She tells customers at her outback pub that if they want a second beer “Well, you saw where I got the first one you can find it yourself”.
Mary Crawley, 93, is known as the oldest publican in Australia. She is finally pulling up stumps on a 40-year career running the Barringun hotel near what many would term “the black stump”.
About 130km north of Bourke` it sits just shy of the Queensland border and sees the passing traffic on the Mitchell Highway.
Mary has seen it all but her biggest wish now is to make sure that the pub does not close. She’s adamant she won’t sell unless the buyer agrees to keep on the licence.
“I’m doing this with a broken heart,” Mary told The Land. “I had a fall last year and my children have been doing it in turns to help me out over the last year or so.” Before then, following the death of her husband Alphonse “Bay” Crawley, she was running the pub herself for about four years.
Since they first set up in the Tattersalls’ Hotel at Barringun in 1977, she says she’s never had any trouble. “Country people out here are wonderful people, they are different,” she says. She used to have a band of 20 truckies drop in for breakfast most days of the week on deliveries across the border. They’d have a big breakfast, a little beer, and head on their way. “They were the loveliest people you’d meet.” Their drink was always XXXX.
Mary grew up on farm at Harefield between Junee and Wagga, before she met her future husband Alphonse, a war veteran, in 1948. They moved to Bourke where Alphonse worked in an office before they decided to buy the pub in Barringun. Mary says coming back to Bourke in a light plane one day filled her heart with delight. “We all had to jam up behind the pilot in those days when we landed and I had my little one in my arms, and I’ll never forget the sun shining off the Darling River that day. It was the most beautiful thing I’d ever seen.”
She says she owes it to Barringun and to the memory of the Lake family, who had the pub for 60 years before her, to make sure the doors stayed open. “I owe it to the people. I’m not doing it for the money. It’s always been a very good pub and I’ve never had any horrible things happen.”
As Mary was talking, she said there were a number of caravaners outside. “Caravaners are different,” she confided. She didn’t really want to leave, it was just that her fall had made it hard for her to go on.
“I actually hate it (that she’s selling). I really hoped I died before I had to go.” Mary spends her time looking after her dog Gidgee. Gidgee is named after the numerous Gidgee trees in the district which give off a strong perfume when wet. “A lot of people don’t like that smell, but I love it,” she says.
And how does she cope with the months’ long heatwaves in the area ? “You just learn to put up with it,” she says.
Landmark Bourke is leading the sale, although Mary’s grandson Adam Crawley is also involved through McKimm Real Estate.
Adam says Mary will only deal with an applicant that wants to keep the pub as it is - she’s not in it for the money!
McKimm real estate says: “offered for sale for this first time since 1977, Tattersalls Hotel, Barringun is surely one of the most unique properties to come onto the market anywhere in the country this decade. The remote but well known outback destination represents a very rare chance to not just purchase yourself a lifestyle but a genuine piece of outback Australian history.”
For many years the pub offered relief to outback drovers in the days when Barringun had five hotels, a racetrack and even a brewery. Now Mary has to get her beer delivered by the postman!
The pub was built in 1884 and hand made nails still keep the roof together.
It has a full size Alcock and Co billiard table. There’s no tap beer just bottles brought out from the model timber coolroom.
The McKimm real estate site says “ The hotel is currently operated by Mary Crawley, who at 93 years of age is reputably Australia’s oldest publican. An outback legend in her own right, the fact that Mary was able to run this hotel single handedly until she was 92 years old is a testament to the easy and stress free lifestyle this property can offer, should you wish to keep it as is.”
“Its simply not possible to list the historic features and stories of this hotel here as there are so many. The original ledgers of the Barringun Jockey Club are still on site and show Breaker Morant still has an outstanding balance and that Will Ogilvie worked on a local station and drank in the hotel, Russell Crowe has slept on the verandah and the survey of the NSW/QLD actually started here.”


» **Brief**
Scan the following material for the string "Facebook" and copy each line in which it appears.
[Opening Given data section]
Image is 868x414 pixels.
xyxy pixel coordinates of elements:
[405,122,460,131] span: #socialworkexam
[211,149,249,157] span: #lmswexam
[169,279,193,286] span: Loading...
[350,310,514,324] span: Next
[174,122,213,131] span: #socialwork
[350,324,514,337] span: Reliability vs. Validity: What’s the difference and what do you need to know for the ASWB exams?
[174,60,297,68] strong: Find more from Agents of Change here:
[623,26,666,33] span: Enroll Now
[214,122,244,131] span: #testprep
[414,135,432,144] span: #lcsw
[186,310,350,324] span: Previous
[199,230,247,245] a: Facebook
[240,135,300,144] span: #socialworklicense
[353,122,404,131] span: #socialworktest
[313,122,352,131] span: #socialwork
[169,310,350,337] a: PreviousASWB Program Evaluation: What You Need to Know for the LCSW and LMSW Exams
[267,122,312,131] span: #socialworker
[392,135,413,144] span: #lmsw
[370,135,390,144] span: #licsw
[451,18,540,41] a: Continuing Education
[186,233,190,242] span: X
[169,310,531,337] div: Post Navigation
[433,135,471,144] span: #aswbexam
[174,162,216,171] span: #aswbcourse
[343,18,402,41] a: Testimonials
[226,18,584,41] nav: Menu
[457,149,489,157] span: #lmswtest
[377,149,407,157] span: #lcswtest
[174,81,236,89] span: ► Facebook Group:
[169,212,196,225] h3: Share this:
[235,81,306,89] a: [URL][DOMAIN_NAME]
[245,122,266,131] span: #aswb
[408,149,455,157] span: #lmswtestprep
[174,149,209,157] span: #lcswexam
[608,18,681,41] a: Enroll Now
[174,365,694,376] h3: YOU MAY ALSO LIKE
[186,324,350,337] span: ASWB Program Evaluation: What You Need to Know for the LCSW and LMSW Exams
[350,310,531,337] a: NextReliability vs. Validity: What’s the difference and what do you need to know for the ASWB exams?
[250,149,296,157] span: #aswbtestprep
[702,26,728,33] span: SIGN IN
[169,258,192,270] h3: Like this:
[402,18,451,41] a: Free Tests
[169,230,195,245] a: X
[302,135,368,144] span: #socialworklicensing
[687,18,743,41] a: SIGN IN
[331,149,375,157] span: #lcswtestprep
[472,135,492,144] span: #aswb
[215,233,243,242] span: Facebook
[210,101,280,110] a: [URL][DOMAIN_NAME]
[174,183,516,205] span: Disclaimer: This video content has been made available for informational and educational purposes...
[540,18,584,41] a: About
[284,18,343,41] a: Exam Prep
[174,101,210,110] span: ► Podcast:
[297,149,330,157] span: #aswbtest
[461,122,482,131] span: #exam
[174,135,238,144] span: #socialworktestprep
[Closing Given data section]
[Opening Given data section]
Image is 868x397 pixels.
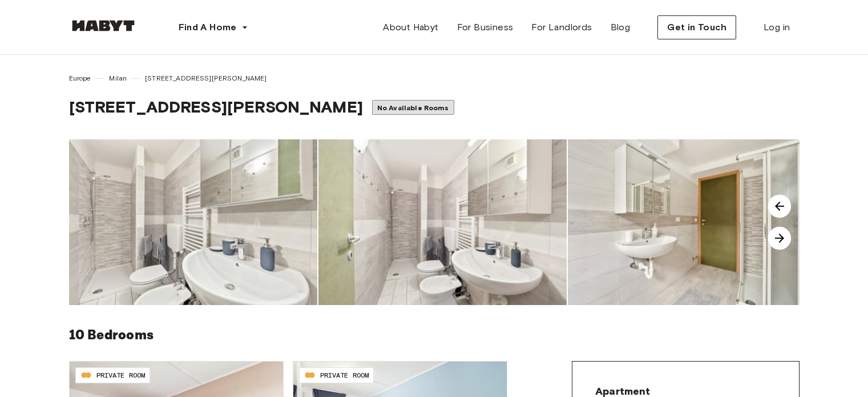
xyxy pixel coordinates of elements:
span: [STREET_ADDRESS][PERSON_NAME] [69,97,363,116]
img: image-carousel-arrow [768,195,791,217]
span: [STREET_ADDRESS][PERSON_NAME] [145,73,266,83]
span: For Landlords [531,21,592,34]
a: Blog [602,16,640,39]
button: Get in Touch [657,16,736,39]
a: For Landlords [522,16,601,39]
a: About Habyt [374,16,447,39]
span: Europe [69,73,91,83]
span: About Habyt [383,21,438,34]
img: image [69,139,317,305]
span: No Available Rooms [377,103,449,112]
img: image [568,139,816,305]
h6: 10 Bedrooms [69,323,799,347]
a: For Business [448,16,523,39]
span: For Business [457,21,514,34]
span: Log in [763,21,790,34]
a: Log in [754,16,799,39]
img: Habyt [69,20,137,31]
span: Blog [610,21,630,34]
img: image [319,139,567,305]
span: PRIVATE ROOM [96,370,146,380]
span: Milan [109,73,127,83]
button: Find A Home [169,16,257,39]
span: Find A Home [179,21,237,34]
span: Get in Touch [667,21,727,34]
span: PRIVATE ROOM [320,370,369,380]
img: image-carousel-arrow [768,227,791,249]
[Closing Given data section]
» **Answer section**
[199,230,247,245] a: Facebook
[174,81,236,89] span: ► Facebook Group:
[215,233,243,242] span: Facebook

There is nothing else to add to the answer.